Much madness is divinest sense," wrote Emily Dickinson, "And much sense the starkest madness." The idea that poetry and madness are deeply intertwined, and that madness sometimes leads to the most divine poetry, has been with us since antiquity. In his critical and clinical introduction to this splendid anthology--the first of its kind--psychiatrist and poet Mark S. Bauer considers mental disorders from multiple perspectives and challenges us to broaden our outlook. He has selected more than 200 poems from across seven centuries that reflect a wide range mental states--from despondency and despair to melancholy, mania, and complete submersion into a world of heightened, original perception. Featuring such poets as George Herbert, John Clare, Samuel Taylor Coleridge, John Berryman, Sylvia Plath, Ann Sexton, Weldon Kees, Lucille Clifton, Jane Kenyon, and many others, A Mind Apart has much to offer those who suffer from mental illness, those who work to understand it, and all those who value the poetry that has come to us from the heights and depths of human experience.
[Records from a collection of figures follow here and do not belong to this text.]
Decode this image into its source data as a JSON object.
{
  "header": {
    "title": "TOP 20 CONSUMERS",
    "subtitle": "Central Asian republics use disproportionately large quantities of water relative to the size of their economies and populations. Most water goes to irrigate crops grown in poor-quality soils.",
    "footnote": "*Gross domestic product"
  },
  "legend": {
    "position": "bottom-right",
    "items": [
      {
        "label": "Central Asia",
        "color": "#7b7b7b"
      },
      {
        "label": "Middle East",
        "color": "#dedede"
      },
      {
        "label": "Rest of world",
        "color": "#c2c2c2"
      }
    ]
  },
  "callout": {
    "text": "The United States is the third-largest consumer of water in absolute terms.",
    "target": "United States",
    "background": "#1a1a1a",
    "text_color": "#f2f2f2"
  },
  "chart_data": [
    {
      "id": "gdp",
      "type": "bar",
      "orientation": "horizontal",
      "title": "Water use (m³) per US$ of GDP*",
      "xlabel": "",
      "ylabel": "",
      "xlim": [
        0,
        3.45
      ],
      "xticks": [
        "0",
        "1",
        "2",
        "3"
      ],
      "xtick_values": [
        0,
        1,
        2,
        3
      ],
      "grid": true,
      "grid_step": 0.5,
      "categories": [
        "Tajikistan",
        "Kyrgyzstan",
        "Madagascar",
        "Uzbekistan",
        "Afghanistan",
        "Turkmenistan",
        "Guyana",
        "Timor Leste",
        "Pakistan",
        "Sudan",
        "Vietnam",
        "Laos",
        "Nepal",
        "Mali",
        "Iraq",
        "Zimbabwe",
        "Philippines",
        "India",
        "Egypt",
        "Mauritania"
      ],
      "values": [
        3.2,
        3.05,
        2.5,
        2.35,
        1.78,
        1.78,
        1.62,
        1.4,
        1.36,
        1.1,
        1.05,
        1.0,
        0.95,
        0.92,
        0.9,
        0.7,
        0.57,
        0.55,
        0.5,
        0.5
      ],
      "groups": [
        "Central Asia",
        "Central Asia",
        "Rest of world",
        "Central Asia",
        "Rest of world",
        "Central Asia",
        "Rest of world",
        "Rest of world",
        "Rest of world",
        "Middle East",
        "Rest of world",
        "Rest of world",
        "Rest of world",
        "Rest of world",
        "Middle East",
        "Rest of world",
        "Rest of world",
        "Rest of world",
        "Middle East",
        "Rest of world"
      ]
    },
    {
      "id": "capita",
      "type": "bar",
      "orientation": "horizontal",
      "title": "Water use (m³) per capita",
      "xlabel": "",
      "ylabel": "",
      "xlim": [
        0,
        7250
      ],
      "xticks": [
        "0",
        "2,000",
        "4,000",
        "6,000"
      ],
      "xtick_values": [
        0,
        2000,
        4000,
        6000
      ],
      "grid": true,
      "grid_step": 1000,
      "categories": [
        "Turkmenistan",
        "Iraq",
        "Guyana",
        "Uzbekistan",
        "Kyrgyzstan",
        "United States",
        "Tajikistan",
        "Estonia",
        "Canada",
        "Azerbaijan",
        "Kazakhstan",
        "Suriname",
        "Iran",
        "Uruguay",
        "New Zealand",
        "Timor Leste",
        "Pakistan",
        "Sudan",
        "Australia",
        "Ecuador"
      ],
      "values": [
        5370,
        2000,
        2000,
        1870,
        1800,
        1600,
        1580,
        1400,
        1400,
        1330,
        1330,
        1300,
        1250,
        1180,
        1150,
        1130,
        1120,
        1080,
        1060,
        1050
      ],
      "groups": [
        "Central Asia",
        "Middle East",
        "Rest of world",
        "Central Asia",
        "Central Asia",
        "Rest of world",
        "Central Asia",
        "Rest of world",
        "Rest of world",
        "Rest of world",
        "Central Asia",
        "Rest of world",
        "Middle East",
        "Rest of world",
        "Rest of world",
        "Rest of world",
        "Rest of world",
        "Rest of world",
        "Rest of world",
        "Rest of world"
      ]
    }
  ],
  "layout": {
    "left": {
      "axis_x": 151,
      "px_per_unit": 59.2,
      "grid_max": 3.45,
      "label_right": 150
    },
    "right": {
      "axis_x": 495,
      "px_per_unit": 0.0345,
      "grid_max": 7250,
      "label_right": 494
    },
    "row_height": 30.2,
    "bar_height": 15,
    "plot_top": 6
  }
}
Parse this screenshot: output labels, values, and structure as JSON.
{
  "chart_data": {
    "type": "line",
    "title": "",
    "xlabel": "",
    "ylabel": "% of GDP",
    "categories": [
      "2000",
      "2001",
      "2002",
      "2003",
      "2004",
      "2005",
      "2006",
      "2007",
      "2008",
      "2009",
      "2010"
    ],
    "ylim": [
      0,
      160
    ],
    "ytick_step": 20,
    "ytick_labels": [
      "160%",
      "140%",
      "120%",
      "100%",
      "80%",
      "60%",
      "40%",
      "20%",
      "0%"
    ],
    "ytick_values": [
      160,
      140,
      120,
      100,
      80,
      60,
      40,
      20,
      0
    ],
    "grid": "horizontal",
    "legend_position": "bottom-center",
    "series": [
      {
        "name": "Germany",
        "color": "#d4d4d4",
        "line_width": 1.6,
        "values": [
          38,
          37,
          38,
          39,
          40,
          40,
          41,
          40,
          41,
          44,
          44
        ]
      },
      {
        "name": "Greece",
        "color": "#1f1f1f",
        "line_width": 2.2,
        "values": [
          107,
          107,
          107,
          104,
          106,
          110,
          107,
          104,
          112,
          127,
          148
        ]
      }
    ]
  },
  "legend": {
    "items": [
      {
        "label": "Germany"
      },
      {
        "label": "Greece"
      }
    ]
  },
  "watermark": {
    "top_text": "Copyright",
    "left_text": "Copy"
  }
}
Some of the greatest writers in the history of the art-Hart Crane, Ernest Hemingway, Jerzy Kosinski, Sylvia Plath, Anne Sexton, and Virginia Woolf-all chose to silence themselves by suicide, leaving their families and friends with heartbreak and the world of literature with gaping holes. Their reasons for killing themselves, when known, were varied and, quite often, unreasonable. Some were plagued by depression or self-doubt, and others by frustration and helplessness in a world they could neither change nor tolerate. Profoundly moving and morbidly attractive, Final Drafts is a necessary historical record, biographical treatment, and psychological examination of the authors who left this "cruel world" by their own hands, either instantly or over long periods of relentless self-destructive behavor. It is also a devoted examination of references to suicide in literature, both by those who took their own lives and those who decided to live. Mark Seinfelt has selected many well-known (mostly fiction) writers, from those whose work dates to over a century ago-when the medical community was ill-equipped to deal with substance abuse and depression-to more recent writers such as Kosinski, Michael Dorris, and Eugene Izzi, who have left a puzzled literary community with a sad legacy. Seinfelt reveals that many authors contemplated ending their lives in their work; were obsessed with destroying themselves; were unable-in the case of the Holocaust-to live with the fact that their contemporaries had been killed; believed death to be a freedom from the horrors that forced them to create; and, sometimes, were simply unable to withstand rejection or criticism of their work. Other noted authors discussed in this volume include John Berryman, Ambrose Bierce, Harry Crosby, John Davidson, William Inge, Randall Jarrell, Arthur Koestler, T.E. Lawrence, Primo Levi, Jack London, Jay Anthony Lukas, Tom McHale, Yukio Mishima, Henry de Montherlant, Seth Morgan, George Sterling, Sara Teasdale, Ernst Toller, John Kennedy Toole, Sergey Yesenin, and many others.
Thank you for visiting our website. Would you like to provide feedback on how we could improve your experience?